On this Presidents Day weekend, as we honor our chief executives of past and present, the only category that makes sense is president of the United States. There are, after all, only 45 of them.

We can eliminate certain presidents who so briefly held office as to be more forgettable than awful. Zachary Taylor was in office for a mere year and a half, which was a lifetime compared to the tenures of William Henry Harrison (he delivered the longest inaugural address in history, only to serve the shortest period of time in office, 31 days) and James Garfield (199 days).

So, the rule is that they must have served one full term to be WOAT-eligible. That eliminates a number of attractive candidates, like Warren Harding, Millard Fillmore, Chester Arthur, and John Tyler. It also technically cuts out Andrew Johnson, but he accomplished so much bad in his less-than-one full term that we’re allowing his inclusion.

While it would be plausible simply to list the presidents serving in near proximity to the Civil War and leave it at that, a more expansive and nuanced view of the office is required.

And while he will probably blow away the field once he’s eligible, it seems unfair to include in the list the current president. He has nine months to pad his resumé — and his lead in WOAT-ness — but, as a work in progress, or regress, he gets a pass.

With that in mind, we turn to the nominees:

  • Franklin Pierce: One of a number of pre–Civil War compromisers, Pierce was passionate about adding new slave states to the Union and also signed into law the Kansas–Nebraska Act, which allowed residents of new states to decide whether to allow slavery, and the Fugitive Slave Act. Although from New Hampshire, he was a Jackson Democrat who even proposed at one point annexing Cuba as another slave state. Even while enlisting a pretty good author to write his campaign bio — his buddy Nathaniel Hawthorne — he failed to be renominated by his party for the 1856 race.

  • Jimmy Carter: It says something about one’s presidency when one is called the best ex-president of history. From killer rabbits to Billy Beer, from his “crisis in confidence” speech — known as the malaise speech — to the Iran embassy crisis and the aborted desert rescue, the presidency of the man from Plains was marked with risibility and retreat.

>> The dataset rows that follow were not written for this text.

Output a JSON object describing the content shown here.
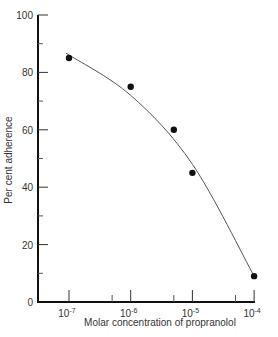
{
  "chart_data": {
    "type": "scatter",
    "title": "",
    "xlabel": "Molar concentration of propranolol",
    "ylabel": "Per cent adherence",
    "xscale": "log",
    "xlim": [
      3e-08,
      0.0001
    ],
    "ylim": [
      0,
      100
    ],
    "grid": false,
    "legend": null,
    "x_ticks": [
      {
        "value": 1e-07,
        "label_base": "10",
        "label_exp": "-7"
      },
      {
        "value": 1e-06,
        "label_base": "10",
        "label_exp": "-6"
      },
      {
        "value": 1e-05,
        "label_base": "10",
        "label_exp": "-5"
      },
      {
        "value": 0.0001,
        "label_base": "10",
        "label_exp": "-4"
      }
    ],
    "x_minor_ticks": [
      5e-07,
      5e-06,
      5e-05
    ],
    "y_ticks": [
      0,
      20,
      40,
      60,
      80,
      100
    ],
    "y_minor_ticks": [
      10,
      30,
      50,
      70,
      90
    ],
    "series": [
      {
        "name": "Observed",
        "marker": "circle",
        "x": [
          1e-07,
          1e-06,
          5e-06,
          1e-05,
          0.0001
        ],
        "y": [
          85,
          75,
          60,
          45,
          9
        ]
      },
      {
        "name": "Fitted curve",
        "marker": "line",
        "x": [
          1e-07,
          1e-06,
          1e-05,
          0.0001
        ],
        "y": [
          86,
          72,
          48,
          9
        ]
      }
    ]
  }
}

  • Andrew Johnson: On the plus side, while president, the Tennessean did resist fellow Southerners who tried to undo the results of the Civil War. Also, after leaving office, Johnson broke the political mold by showing humility and returning to public life in a lesser capacity (like John Quincy Adams) by serving in the U.S. Senate. But he was a political oaf and made numerous tone-deaf mistakes, showing indifference to the plight of newly emancipated blacks to the point of opposing the 14th Amendment. Plus, he was impeached — which is, contrary to some current spin, still a bad thing — and survived removal by all of one vote. Seems to have been not very popular with his peers.

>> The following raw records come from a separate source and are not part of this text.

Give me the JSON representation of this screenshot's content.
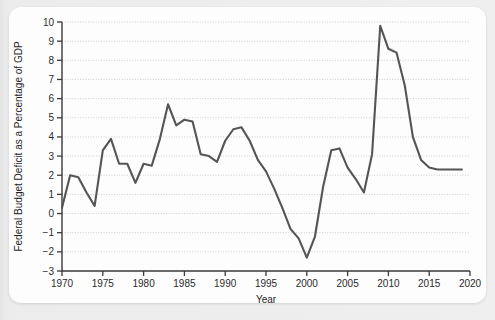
{
  "card": {
    "background_color": "#fdfdfd",
    "page_background_color": "#e9e9e9"
  },
  "chart_data": {
    "type": "line",
    "title": "",
    "xlabel": "Year",
    "ylabel": "Federal Budget Deficit as a Percentage of GDP",
    "xlim": [
      1970,
      2020
    ],
    "ylim": [
      -3,
      10
    ],
    "xticks": [
      1970,
      1975,
      1980,
      1985,
      1990,
      1995,
      2000,
      2005,
      2010,
      2015,
      2020
    ],
    "yticks": [
      -3,
      -2,
      -1,
      0,
      1,
      2,
      3,
      4,
      5,
      6,
      7,
      8,
      9,
      10
    ],
    "xtick_labels": [
      "1970",
      "1975",
      "1980",
      "1985",
      "1990",
      "1995",
      "2000",
      "2005",
      "2010",
      "2015",
      "2020"
    ],
    "ytick_labels": [
      "-3",
      "-2",
      "-1",
      "0",
      "1",
      "2",
      "3",
      "4",
      "5",
      "6",
      "7",
      "8",
      "9",
      "10"
    ],
    "grid": true,
    "grid_axis": "y",
    "legend": false,
    "line_color": "#555555",
    "series": [
      {
        "name": "Federal Budget Deficit as a Percentage of GDP",
        "x": [
          1970,
          1971,
          1972,
          1973,
          1974,
          1975,
          1976,
          1977,
          1978,
          1979,
          1980,
          1981,
          1982,
          1983,
          1984,
          1985,
          1986,
          1987,
          1988,
          1989,
          1990,
          1991,
          1992,
          1993,
          1994,
          1995,
          1996,
          1997,
          1998,
          1999,
          2000,
          2001,
          2002,
          2003,
          2004,
          2005,
          2006,
          2007,
          2008,
          2009,
          2010,
          2011,
          2012,
          2013,
          2014,
          2015,
          2016,
          2017,
          2018,
          2019
        ],
        "values": [
          0.3,
          2.0,
          1.9,
          1.1,
          0.4,
          3.3,
          3.9,
          2.6,
          2.6,
          1.6,
          2.6,
          2.5,
          3.9,
          5.7,
          4.6,
          4.9,
          4.8,
          3.1,
          3.0,
          2.7,
          3.8,
          4.4,
          4.5,
          3.8,
          2.8,
          2.2,
          1.3,
          0.3,
          -0.8,
          -1.3,
          -2.3,
          -1.2,
          1.4,
          3.3,
          3.4,
          2.4,
          1.8,
          1.1,
          3.1,
          9.8,
          8.6,
          8.4,
          6.7,
          4.0,
          2.8,
          2.4,
          2.3,
          2.3,
          2.3,
          2.3
        ]
      }
    ]
  }
}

  • Lyndon B. Johnson: Another of the Johnson boys, Lyndon did as much damage internationally as he did domestically. Ike gave us steadiness; JFK gave us Camelot; LBJ ratcheted up Vietnam to its height. As Bill Murray said in Stripes, when it comes to war, we’re 10 and one, and LBJ is pretty much responsible for the one. He also followed up the New Deal with the Great Society, which nobody thinks is so great anymore.

  • James Buchanan: History has not been kind to James Buchanan, as close to a consensus No. 1 pick as you can get. Think of him as a gopher ball served up to Abraham Lincoln; he is the Ray McLean to Lincoln’s Vince Lombardi, the Mike Shula to Lincoln’s Nick Saban. Even before becoming president in 1856, he was a tergiversator with no equal, supporting measures that perpetuated North–South division, like the Kansas–Nebraska Act, and, in his inaugural address, encouraging the Dred Scott decision. Once in office, his hands went perpetually numb from his sitting on them.

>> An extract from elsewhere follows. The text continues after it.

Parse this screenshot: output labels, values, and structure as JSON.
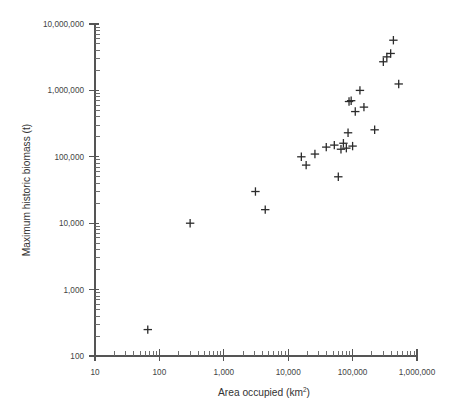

  • Barack Obama: No such list would be complete without the president who vowed to “fundamentally change America” even though most of America pretty much liked America the way it was. As an African American, he also had the opportunity to heal — or at least radically improve — race relations in America but opted to play the same old racial grievance game.

 

  

 

 

Tom Raabe is a writer and editor living in Tempe, Arizona.